THE JURY IS OUT ON WHETHER A HEALTHY ECONOMY HELPS OR HINDERS UNIONS, WRITES ANDREW WEST.
THE headlines were not what the nation’s union leaders wanted to read.
“Unions take great leap backwards: membership plummets," screamed the Herald’s front page in mid-April, after the release of the latest figures from the Australian Bureau of Statistics.
The numbers certainly were sobering. Union membership was down 5 per cent in the year to August 2007, to an overall rate of just 19 per cent. Despite a two-year campaign against the Howard government’s Work Choices laws during which the unions raised their profile among voters with almost unprecedented success the movement shed 89,000 members.
The movement had 1.7 million members – half the 1990 figure.
So are unions irrelevant to the modern worker? The then workplace relations minister, Joe Hockey, said as much during the election campaign, arguing, with the apparent backing of ABS data, that workers were voting with their feet.
Labour market specialists are divided over whether the economy, booming until recently and still relatively healthy, helps or hinders union membership.
In the past, low unemployment has meant a growth in union numbers but this was in an era of bigger, more centralised workplaces, factories, foundries, waterfronts and workshops. Staff worked in teams and the notion of solidarity was more deeply felt.
But the strong economy of the past 15 years has made the new generation of workers more autonomous... and restless. If they felt harassed by the boss, obstructed for promotion or simply unfulfilled, they moved, especially if they worked in growth areas such as IT, mining and hospitality.
But an economic slowdown is also unlikely to spur membership growth, as workers who feel insecure in their jobs are not usually emboldened to join unions.
The Rudd Government is, at most, marginally more sympathetic to organised labour. In its recently passed transitional workplace relations bill, it outlawed the making of new Australian Workplace Agreements and limited some public-sector AWAs.
But the substantive legislation, now in the making, is the subject of heavy lobbying from unions keen to restore many of their pre-Howard rights and employers desperate to preserve as much of Work Choices as possible.
Employers appear to be winning, with the Government saying it will retain limits on union right-of-entry to workplaces and singling out employees on more than $100,000 as exempt from award-based pay deals. The policy also maintains tough limits on industrial action, quarantining it to bargaining periods and demanding secret ballots of the workforce before such action.
But employers appear to have stepped back from the confrontational approach of the Howard years. For example, in April, the chief of the Australian Chamber of Commerce and Industry, Peter Anderson, said: “Industry does not believe in a deunionisation agenda."
Far from celebrating the fall in membership, Anderson said it was a sign of a more mobile, autonomous workforce.
The traditional bastions of unionism are suffering the most. The bureau figures showed big falls in manufacturing (215,300 members down to 190,900); construction (132,200 down to 119,300); utilities, such as gas, power and water (40,700 down to 31,700), and retail (197,200 down to 170,800).
Membership in the mining sector ticked up slightly, 27,400 to 28,600, but the interesting gains for the unions came in white-collar industries. Education membership rose from 267,200 to 286,500,
while the categories of “professional, scientific and technical services’’ were up from 23,000 to 28,500 and “administration" up from 19,600 to 26,900.
While their increases come off a relatively low base, they suggest that in the new areas of the economy, unionism is not as unpopular as union officials fear or as some employers might hope.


• [Instructions to follow]: For this exercise, please find the lines in the entries that include the word "stem" and copy them.

=== Section Start ===

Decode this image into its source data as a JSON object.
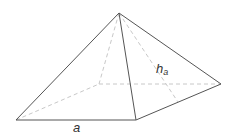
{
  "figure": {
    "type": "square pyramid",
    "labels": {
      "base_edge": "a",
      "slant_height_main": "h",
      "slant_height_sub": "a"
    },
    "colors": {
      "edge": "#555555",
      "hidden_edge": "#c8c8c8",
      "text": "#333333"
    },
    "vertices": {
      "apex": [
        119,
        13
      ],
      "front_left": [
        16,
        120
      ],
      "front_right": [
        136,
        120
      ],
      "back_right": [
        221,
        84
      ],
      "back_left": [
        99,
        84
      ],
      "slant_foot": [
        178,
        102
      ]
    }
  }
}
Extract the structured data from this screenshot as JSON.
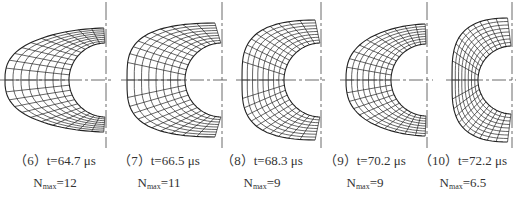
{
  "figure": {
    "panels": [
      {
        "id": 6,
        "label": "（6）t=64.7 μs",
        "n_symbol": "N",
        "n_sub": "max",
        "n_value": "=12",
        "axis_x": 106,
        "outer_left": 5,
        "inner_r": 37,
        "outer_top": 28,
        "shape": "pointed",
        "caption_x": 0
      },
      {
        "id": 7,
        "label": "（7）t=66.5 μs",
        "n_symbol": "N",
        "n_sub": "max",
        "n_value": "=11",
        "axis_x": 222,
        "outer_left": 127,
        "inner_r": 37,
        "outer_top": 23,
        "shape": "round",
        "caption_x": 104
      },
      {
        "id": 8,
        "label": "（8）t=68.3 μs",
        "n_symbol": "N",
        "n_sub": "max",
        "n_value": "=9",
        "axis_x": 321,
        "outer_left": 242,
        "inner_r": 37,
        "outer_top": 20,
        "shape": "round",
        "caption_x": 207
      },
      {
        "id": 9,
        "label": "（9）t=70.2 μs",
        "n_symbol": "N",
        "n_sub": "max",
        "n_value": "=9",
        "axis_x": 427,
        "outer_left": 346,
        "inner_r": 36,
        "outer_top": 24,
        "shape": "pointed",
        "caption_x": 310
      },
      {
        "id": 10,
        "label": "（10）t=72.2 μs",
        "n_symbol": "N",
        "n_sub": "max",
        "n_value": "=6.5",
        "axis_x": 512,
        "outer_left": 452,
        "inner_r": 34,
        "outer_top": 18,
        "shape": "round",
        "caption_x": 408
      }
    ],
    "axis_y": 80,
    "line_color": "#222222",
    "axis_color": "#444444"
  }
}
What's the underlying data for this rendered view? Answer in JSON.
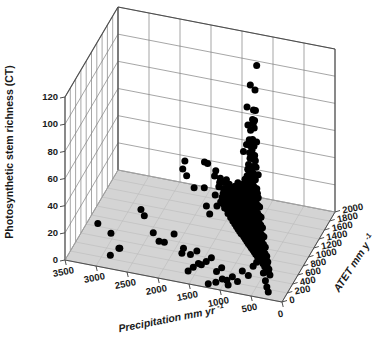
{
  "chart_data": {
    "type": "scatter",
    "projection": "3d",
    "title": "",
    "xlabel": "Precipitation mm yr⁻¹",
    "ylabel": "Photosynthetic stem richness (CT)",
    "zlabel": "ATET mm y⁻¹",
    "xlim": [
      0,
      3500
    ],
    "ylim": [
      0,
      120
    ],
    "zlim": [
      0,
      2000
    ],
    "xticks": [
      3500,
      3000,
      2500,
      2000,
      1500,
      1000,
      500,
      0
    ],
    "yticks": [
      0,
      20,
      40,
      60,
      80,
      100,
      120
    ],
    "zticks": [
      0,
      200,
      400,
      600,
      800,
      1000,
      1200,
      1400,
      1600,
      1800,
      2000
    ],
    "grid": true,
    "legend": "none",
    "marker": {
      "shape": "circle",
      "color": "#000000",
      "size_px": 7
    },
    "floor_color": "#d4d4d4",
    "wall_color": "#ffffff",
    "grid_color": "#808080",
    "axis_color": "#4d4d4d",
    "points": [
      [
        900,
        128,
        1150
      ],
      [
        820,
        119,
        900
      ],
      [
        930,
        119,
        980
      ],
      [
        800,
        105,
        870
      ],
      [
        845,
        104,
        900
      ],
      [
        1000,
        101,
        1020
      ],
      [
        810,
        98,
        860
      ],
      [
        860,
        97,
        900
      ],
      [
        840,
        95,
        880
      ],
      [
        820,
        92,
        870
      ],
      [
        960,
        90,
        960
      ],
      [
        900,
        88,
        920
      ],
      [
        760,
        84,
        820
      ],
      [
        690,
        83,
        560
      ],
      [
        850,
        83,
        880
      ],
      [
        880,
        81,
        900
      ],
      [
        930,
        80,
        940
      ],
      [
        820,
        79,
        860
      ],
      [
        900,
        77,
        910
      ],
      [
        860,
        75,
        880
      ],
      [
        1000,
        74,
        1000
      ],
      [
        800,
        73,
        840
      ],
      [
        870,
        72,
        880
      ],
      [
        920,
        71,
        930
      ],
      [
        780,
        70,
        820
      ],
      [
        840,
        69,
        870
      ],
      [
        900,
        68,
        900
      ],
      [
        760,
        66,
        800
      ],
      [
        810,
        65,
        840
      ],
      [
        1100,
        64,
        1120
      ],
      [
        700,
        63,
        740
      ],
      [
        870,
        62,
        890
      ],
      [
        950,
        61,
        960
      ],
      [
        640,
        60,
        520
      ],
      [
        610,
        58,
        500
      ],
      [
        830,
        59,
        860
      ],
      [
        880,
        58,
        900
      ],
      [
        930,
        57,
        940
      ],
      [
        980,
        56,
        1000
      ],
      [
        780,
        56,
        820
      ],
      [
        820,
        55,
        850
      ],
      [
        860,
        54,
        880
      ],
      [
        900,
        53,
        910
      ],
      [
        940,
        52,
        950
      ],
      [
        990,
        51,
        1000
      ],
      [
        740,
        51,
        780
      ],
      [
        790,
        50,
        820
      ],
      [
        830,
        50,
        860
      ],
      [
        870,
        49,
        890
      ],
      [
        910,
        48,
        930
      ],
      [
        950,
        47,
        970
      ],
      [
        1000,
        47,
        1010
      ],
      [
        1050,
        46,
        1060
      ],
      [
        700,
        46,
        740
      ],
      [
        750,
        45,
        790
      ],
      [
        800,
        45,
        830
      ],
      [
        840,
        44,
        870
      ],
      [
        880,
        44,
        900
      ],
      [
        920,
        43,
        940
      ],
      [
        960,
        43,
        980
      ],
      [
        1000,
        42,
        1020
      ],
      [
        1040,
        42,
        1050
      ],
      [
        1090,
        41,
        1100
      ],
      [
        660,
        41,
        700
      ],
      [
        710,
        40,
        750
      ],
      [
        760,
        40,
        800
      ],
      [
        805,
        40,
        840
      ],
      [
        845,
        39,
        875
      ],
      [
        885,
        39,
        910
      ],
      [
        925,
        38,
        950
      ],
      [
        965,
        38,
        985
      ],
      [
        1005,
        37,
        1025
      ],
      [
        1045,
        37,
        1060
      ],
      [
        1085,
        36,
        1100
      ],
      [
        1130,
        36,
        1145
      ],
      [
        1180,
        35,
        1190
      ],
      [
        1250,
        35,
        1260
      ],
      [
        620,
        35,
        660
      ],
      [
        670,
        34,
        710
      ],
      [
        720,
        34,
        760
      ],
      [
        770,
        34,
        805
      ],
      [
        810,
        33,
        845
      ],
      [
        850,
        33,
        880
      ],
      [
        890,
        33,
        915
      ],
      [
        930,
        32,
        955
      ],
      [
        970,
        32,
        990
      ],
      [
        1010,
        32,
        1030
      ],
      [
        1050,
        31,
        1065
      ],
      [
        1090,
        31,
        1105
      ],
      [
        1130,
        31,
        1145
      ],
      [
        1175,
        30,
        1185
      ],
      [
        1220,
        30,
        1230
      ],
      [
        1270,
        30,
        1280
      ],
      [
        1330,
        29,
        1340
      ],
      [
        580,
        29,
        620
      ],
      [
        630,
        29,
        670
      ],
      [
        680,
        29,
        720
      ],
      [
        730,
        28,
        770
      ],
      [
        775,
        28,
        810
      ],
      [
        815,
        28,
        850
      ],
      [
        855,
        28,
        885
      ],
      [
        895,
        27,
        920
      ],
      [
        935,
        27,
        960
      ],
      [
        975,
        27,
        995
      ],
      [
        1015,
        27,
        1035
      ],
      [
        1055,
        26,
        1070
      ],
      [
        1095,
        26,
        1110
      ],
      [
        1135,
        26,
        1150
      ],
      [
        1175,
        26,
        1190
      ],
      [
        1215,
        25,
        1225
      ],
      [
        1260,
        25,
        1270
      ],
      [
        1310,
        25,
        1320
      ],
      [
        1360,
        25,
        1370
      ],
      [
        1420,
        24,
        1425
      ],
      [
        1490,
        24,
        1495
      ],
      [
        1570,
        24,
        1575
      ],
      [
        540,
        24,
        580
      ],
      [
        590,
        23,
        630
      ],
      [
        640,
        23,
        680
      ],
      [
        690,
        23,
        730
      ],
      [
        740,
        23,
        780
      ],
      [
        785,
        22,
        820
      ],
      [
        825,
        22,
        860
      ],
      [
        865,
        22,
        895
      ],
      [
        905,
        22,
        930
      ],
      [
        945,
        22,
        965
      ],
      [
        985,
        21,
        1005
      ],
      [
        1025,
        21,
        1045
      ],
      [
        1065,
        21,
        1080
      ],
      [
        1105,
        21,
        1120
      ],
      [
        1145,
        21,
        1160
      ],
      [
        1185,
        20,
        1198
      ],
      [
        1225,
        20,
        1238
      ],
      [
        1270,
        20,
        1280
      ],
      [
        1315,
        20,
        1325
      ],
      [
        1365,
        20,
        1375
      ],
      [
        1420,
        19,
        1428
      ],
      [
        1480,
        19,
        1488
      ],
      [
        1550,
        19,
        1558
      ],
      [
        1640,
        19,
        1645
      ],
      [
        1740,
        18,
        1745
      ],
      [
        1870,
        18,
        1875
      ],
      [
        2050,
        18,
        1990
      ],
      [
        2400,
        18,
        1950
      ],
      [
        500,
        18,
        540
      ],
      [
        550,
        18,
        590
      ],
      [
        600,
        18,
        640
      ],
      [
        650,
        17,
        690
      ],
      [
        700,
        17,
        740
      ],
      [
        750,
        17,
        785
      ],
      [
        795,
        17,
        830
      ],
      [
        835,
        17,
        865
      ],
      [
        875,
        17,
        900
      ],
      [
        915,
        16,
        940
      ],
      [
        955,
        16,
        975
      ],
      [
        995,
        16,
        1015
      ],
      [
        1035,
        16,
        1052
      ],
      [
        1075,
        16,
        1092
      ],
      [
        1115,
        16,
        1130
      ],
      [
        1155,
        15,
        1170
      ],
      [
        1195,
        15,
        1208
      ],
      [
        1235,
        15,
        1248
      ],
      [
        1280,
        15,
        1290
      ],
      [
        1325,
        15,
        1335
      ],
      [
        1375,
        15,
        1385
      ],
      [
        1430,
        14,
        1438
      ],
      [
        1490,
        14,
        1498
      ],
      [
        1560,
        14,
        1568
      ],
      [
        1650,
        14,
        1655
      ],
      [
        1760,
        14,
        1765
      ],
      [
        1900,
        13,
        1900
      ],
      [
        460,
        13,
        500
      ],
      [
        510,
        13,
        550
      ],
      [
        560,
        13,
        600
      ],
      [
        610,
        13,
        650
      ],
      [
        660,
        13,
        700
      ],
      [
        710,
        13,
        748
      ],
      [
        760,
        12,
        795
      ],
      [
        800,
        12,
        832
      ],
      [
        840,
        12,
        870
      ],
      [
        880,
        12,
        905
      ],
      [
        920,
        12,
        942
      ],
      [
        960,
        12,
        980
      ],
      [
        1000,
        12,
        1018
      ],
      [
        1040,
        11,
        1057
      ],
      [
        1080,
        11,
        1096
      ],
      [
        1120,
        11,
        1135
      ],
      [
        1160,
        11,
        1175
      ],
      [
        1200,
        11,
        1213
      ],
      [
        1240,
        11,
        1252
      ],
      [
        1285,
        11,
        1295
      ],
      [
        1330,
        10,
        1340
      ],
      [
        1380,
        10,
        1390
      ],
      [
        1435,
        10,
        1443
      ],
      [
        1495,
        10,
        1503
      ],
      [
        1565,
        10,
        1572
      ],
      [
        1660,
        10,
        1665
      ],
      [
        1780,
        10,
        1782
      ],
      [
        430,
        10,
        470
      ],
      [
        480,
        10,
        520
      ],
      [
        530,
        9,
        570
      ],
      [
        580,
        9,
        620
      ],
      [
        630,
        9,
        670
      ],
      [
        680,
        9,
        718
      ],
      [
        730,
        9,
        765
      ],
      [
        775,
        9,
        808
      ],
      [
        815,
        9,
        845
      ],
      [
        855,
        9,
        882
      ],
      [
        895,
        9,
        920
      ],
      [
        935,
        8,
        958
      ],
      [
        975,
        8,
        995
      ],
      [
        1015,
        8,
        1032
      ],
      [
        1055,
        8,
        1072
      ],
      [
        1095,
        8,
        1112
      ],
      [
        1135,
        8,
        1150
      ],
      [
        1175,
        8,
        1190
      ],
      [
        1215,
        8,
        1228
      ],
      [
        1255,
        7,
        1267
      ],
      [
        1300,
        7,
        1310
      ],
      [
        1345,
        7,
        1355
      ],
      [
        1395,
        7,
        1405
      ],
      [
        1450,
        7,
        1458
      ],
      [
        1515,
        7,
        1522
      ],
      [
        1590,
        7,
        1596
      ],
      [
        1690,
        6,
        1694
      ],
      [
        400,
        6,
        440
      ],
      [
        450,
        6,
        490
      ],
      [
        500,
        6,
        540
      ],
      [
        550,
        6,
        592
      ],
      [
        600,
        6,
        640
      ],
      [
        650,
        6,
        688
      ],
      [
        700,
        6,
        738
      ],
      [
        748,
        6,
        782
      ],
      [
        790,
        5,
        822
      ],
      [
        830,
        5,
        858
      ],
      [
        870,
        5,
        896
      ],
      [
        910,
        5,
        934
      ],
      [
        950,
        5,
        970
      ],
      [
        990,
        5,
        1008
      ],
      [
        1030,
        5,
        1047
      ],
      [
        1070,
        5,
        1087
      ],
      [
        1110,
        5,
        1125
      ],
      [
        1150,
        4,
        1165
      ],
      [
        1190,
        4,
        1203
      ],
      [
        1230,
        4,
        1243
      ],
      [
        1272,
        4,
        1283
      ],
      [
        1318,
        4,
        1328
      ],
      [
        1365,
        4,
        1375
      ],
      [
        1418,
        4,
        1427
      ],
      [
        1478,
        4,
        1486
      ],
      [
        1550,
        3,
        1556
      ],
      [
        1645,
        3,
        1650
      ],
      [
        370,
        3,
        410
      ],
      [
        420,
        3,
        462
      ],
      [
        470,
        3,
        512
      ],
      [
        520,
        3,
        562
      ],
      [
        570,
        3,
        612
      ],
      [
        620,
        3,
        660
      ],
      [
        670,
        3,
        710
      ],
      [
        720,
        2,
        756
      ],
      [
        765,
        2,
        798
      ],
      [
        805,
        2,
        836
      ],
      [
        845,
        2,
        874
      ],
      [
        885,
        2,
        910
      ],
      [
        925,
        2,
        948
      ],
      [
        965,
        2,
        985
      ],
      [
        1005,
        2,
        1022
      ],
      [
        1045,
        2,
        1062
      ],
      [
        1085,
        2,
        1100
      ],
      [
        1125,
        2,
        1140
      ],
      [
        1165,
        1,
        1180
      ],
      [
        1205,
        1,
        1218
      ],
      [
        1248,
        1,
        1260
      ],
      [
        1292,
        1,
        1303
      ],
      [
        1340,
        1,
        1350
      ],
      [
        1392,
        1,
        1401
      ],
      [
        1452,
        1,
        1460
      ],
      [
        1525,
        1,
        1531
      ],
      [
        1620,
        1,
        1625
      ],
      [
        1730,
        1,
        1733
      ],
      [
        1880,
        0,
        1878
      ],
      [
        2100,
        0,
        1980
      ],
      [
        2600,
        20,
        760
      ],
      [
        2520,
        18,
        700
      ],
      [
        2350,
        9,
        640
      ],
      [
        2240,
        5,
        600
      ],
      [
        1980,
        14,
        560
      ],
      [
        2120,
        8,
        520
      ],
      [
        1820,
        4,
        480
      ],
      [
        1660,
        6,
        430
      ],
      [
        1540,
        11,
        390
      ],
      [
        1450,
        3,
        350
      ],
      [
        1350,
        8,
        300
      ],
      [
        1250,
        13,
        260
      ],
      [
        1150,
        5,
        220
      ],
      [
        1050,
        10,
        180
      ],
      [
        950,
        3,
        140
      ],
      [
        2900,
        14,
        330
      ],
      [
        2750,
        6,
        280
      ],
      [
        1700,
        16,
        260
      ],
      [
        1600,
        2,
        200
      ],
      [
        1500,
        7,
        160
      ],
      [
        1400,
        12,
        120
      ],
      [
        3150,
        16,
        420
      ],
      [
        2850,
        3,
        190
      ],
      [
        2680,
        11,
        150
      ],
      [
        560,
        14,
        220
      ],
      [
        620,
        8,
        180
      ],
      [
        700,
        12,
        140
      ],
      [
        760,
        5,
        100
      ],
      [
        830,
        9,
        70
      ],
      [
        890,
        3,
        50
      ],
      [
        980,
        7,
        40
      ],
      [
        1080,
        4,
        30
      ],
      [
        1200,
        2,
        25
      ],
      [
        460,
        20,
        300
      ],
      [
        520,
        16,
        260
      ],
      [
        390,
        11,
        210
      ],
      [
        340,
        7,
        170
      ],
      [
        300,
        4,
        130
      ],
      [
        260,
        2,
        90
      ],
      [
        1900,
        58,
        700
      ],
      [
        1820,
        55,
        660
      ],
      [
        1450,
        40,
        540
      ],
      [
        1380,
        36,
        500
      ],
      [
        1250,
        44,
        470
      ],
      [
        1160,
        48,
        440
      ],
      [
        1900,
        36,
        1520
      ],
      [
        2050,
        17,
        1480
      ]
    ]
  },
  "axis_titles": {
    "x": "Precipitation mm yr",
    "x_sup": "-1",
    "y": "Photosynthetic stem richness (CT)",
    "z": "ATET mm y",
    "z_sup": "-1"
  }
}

=== Section End ===

• [Answer box]:
    "ylabel": "Photosynthetic stem richness (CT)",
    "y": "Photosynthetic stem richness (CT)",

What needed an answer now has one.